| name | solid |
| description | Use when adding, reviewing, or refactoring object-oriented or service-oriented code where SOLID design, dependency boundaries, class/interface responsibilities, polymorphism, abstraction, or maintainability tradeoffs matter. Apply the SOLID principles through a practical lens: improve cohesion, substitutability, and dependency direction without adding abstraction ceremony that the current code does not need. |
SOLID Design
Overview
Use SOLID as design pressure, not design law. Let the principles expose coupling, unclear responsibilities, brittle inheritance, and unnecessary dependencies; then choose the smallest change that makes the code easier to understand, test, and evolve.
Always view SOLID through a practical rather than dogmatic lens. Do not create interfaces, inheritance hierarchies, factories, or abstractions solely to satisfy a principle in the abstract. Prefer simple, cohesive concrete code until real variation, testing pressure, dependency direction, or reuse makes abstraction earn its keep.
Review Workflow
When applying SOLID to a change:
- Identify the behavior being changed, the clients that call it, and the likely future variation points.
- Check responsibility first: determine whether each type has one clear reason to change.
- Check dependency direction: keep policy and domain decisions independent from framework, storage, transport, and UI details.
- Check contracts: verify implementations can be substituted without surprising callers.
- Check client shape: keep interfaces and collaborator APIs focused on what their callers actually use.
- Choose the least ceremonial fix that improves the code today and leaves a clearer path for tomorrow.
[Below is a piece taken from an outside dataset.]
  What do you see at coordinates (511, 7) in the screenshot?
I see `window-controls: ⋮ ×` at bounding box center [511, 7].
- Add or adjust tests at the level that owns the behavior.
Single Responsibility
Give a class, component, or service one coherent reason to change.
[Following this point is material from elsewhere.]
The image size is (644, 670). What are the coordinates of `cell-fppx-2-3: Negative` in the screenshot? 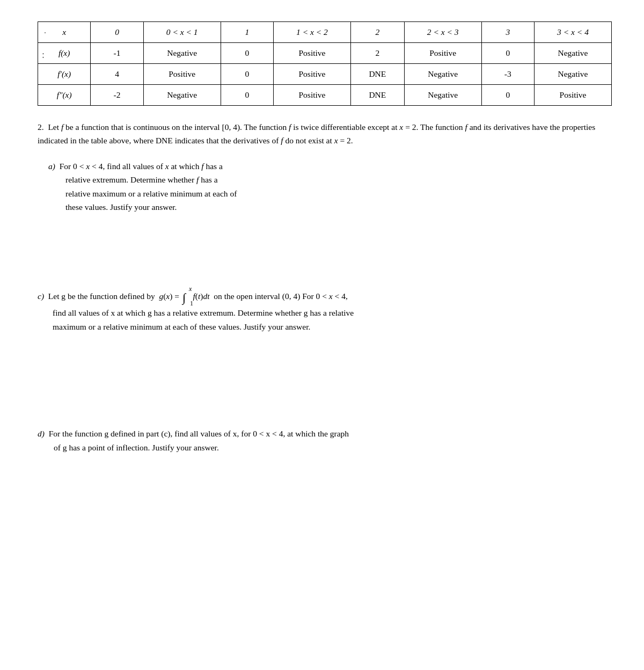 It's located at (443, 96).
- Split when unrelated reasons to change are mixed, such as business rules plus persistence details, formatting plus workflow orchestration, or UI state plus domain decisions.
- Keep together code that changes for the same feature reason, even when it contains several small helper methods.
- Prefer intention-revealing collaborators over generic
Manager, Helper, or Processor types when the responsibility has a specific domain meaning.
- Treat size as a clue, not proof. A small type can have mixed responsibilities; a larger type can still be cohesive.
Open/Closed
Make code open for realistic extension and closed against unnecessary churn.
- Use polymorphism, strategies, options, or data-driven rules when there are multiple known variants or a variant is likely soon.
- Keep simple conditionals when the variation is small, stable, and clearer inline.
- Avoid speculative extension points that make the first implementation harder to read.
- Localize change-prone decisions so adding a variant affects one obvious place rather than scattered callers.
Liskov Substitution
Ensure implementations honor the promises of their base type or interface.
- Do not strengthen preconditions, weaken postconditions, throw surprising exceptions, or silently ignore required behavior.
- Keep interface and base-class contracts explicit when callers depend on subtle behavior.
- Prefer composition over inheritance when a subtype would need to disable, fake, or reinterpret inherited behavior.
- Test through the abstraction when multiple implementations must behave consistently.
Interface Segregation
Shape interfaces around client needs.
- Split interfaces when consumers are forced to depend on members they do not use.
- Keep interfaces together when the members form one capability that clients naturally consume as a unit.
- Avoid "one method per interface" fragmentation unless the call sites and dependency graph actually become clearer.
- Let command/query boundaries, read/write separation, or role-specific clients guide splits when those distinctions exist in the code.
Dependency Inversion
Make high-level policy depend on stable abstractions, not volatile details.
- Put abstractions near the layer that owns the policy or use case, not automatically beside the implementation.
- Depend on interfaces or ports for storage, HTTP, clocks, files, message buses, UI frameworks, and other external boundaries.
- Do not introduce an interface for every concrete class by default. A concrete dependency is fine when it is local, stable, side-effect-light, and not a testing or boundary problem.
- Keep dependency injection composition separate from business decisions.
Practical Tradeoffs
Prefer the design that reduces total cost for this codebase.
- Choose clarity over pattern completeness.
- Introduce abstraction when it removes duplication, isolates volatility, improves tests, or protects a boundary.
- Remove abstraction when it hides simple behavior, has only one forced implementation, or makes navigation harder without buying flexibility.
- Follow nearby repo conventions before introducing a new design shape.
- When SOLID principles point in different directions, name the tradeoff and optimize for the change the code is most likely to face.
Related NTS Skills
Use $logic-separation when SOLID questions involve Domain, Application, Infrastructure, or Adapter placement.
Use $service-injection when dependency inversion affects DI registration, service lifetimes, or injected collaborator conventions.
Use $service-helper-collaborator-definitions when deciding whether a responsibility should be a Service, Helper, Processor, or more specific collaborator.